Classical fighter kite flying is surely an aerial martial art – where individual flyers demonstrate and test their flying skills in non-lethal combat between kites. In a kite fight the manual skills of kite control are combined with strategy into attack and defence in the sky – but malice has to be left outside the contest.

In the simplest terms freestyle fighter flying is what we do with a fighter kite in the sky when there is no “opponent” for combat.

Freestyle fighter flying is the intimate and personal process of communicating with the kite in the sky – learning to understand how the kite and the wind communicate with each other, and how the flyer can react and make his intentions known to the kite.

A fighter kite designed and built for combat has to combine speed and control for the flyer to impose his strategy, and to counter the strategy of his opponent. A fighter kite designed and built for freestyle flying does not need the same speed of flight, but it must incorporate agility, stability and instability whenever requested by the flyer. Freestyle flying is all about a constant dialogue between the kite and the flyer – the flyer has to know exactly what the kite is doing and how it is placed to the wind before initiating a control command.

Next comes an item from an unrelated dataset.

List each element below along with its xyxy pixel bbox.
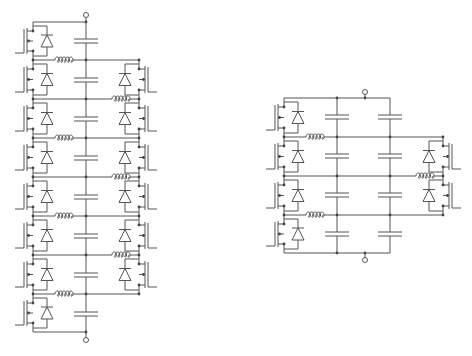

Fighter kites are light and flexible (they have to be in order to work with single line control) – unlike the larger multi-line precision and trick kites they do not generate enough power to put the flyer in charge of the wind – a fighter kite will not power through the wind, the flyer has to fly with the wind.

Freestyle flying is the constant learning process of exploring the limits of agility and control of the kite – with only one line for communication and control.